Service assessments and applying the Service Standard

What happens at a service assessment

You may need to book a service assessment to check you’re meeting the Service Standard. Check if you need an assessment if you’re not sure.

Your assessment will be run by a panel of experienced specialists from the Government Digital and Data community. Panels are normally made up of a lead assessor, a user researcher, a designer, a technical lead and sometimes a performance analyst. There might also be one or 2 observers, but they will not ask questions.

Assessments usually last about 4 hours.

Check with your department’s assessment team for more information about what will happen at the assessment.

Preparing for an assessment

It can be tempting to spend a long time preparing for assessments.

But try not to over-prepare. Do just enough to make sure you can give an open and honest account of the work you’ve done and what you’ve built.

And remember that the panel is not there to catch you out. They offer a peer review of the work you’ve done and help you understand anything you’ll need to change or improve.

What to cover on the day

Spend the first 30 minutes of the assessment talking about and demonstrating what you’ve built. During that time, you’ll need to:

  • give an overview of your service
  • walk the panel through the user journey

Give an overview of your service

In any assessment, it’s useful to start by briefly setting the scene. This usually means talking about the things you learnt during your discovery and alpha, including:

It’s also useful to explain any changes you made based on the feedback the service got at its previous assessment, if it had one.

You probably shouldn’t spend more than 10 minutes covering these issues.

Walk the panel through the user journey

Once you’ve explained what your service is and why you’re building it, spend around 20 minutes walking the panel through what you’ve built.

You might not have time to show every screen, but you should make sure to show any particularly important interactions.

And don’t just focus on the happy path. Also show what happens to users who are not eligible, or who cannot provide a piece of evidence at the right time.

Remember to talk about the whole user journey, including offline channels. This means explaining the processes that support staff need to follow to deliver the service, as well as the skills and capabilities they need to have.

At the alpha stage, you don’t necessarily need to prototype the entire user journey - just enough to test your riskiest assumptions. It might be worth bringing along a set of user needs or a rough journey map to your assessment too.

This post on the services in government blog gives advice about how to tell the story of your service.

Answer questions from the panel

Once you’ve demonstrated your service, the panel will spend the remaining time asking questions about the decisions you’ve made and how you’ve built your service.

There’s no specific set of questions that a panel will ask during an assessment. It’ll differ depending on the service you’ve built and which development phase you’re in.

It’s a good idea to make sure you and your team are familiar with:

There’s also guidance on how assessors will apply the Service Standard.

Get your result

Your service will be assessed as ‘met’ or ‘not met’.

‘Met’ means that the service can continue to the next phase of development.

‘Not met’ means further work needs to be done on the points that did not meet the standard before they can be reassessed. A ‘not met’ does not mean that you failed.

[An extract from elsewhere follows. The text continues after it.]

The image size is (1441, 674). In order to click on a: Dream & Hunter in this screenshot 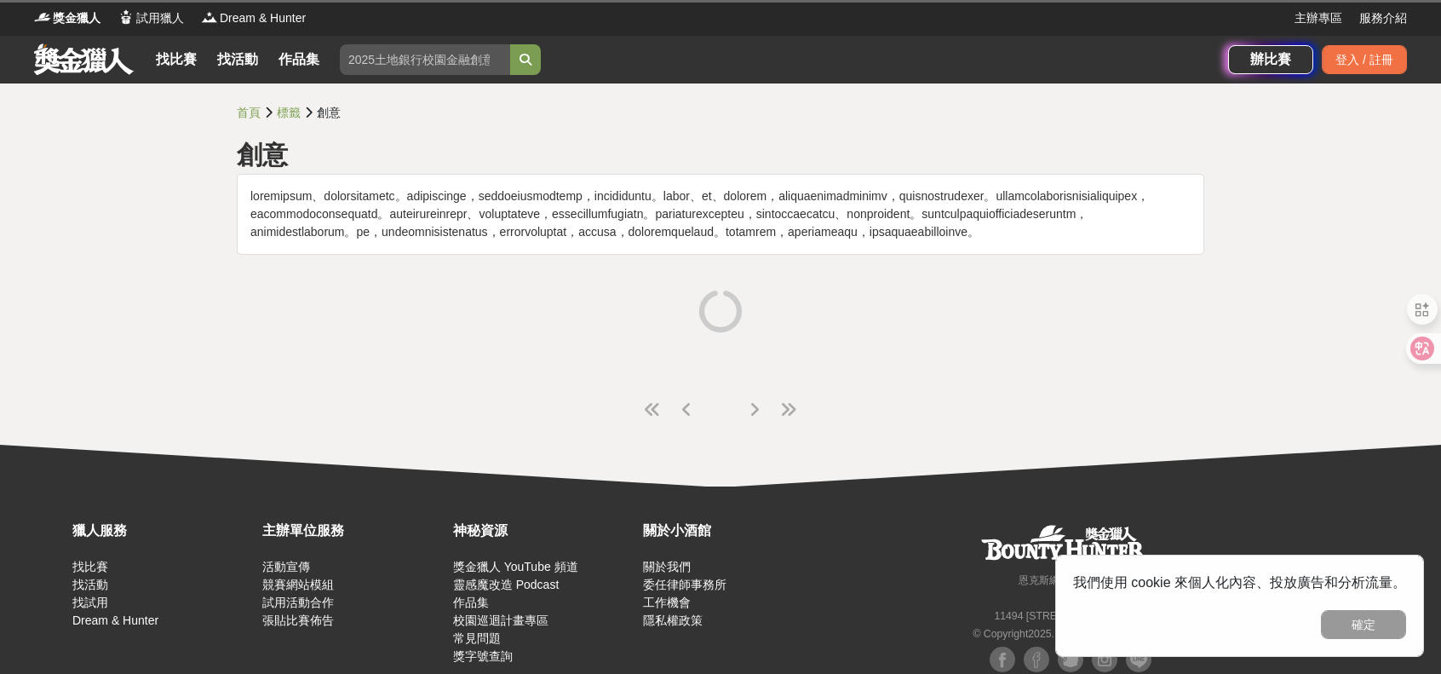, I will do `click(115, 620)`.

You’ll get a report containing your result and any recommendations within 3 to 5 working days of a CDDO assessment. If your service is being assessed by your department, ask the assessment team when you’ll get your result.

What happens next depends on the result of the assessment, and the development phase your service is in.

Assessment reports

CDDO will publish the outcome of the assessment - see the list of published Service Standard Reports. You’ll have the chance to fact check it before it’s published.

Examples and case studies

Read the Department for Work and Pensions’ blog post on what the Secure Communications team learned from their alpha assessment.

Read the Office of the Public Guardian’s (OPG) blog post on how they prepared the Complete the deputy report service for live assessment.

You may also find the following guides useful:

Last update:

Added detail on how and what to prepare for a service assessment.

  1. Clarified guidance on what happens at a service assessment.

  2. Updated the address for GDS assessments to The White Chapel Building.

  3. Added link to 'How your assisted digital support will be assessed'.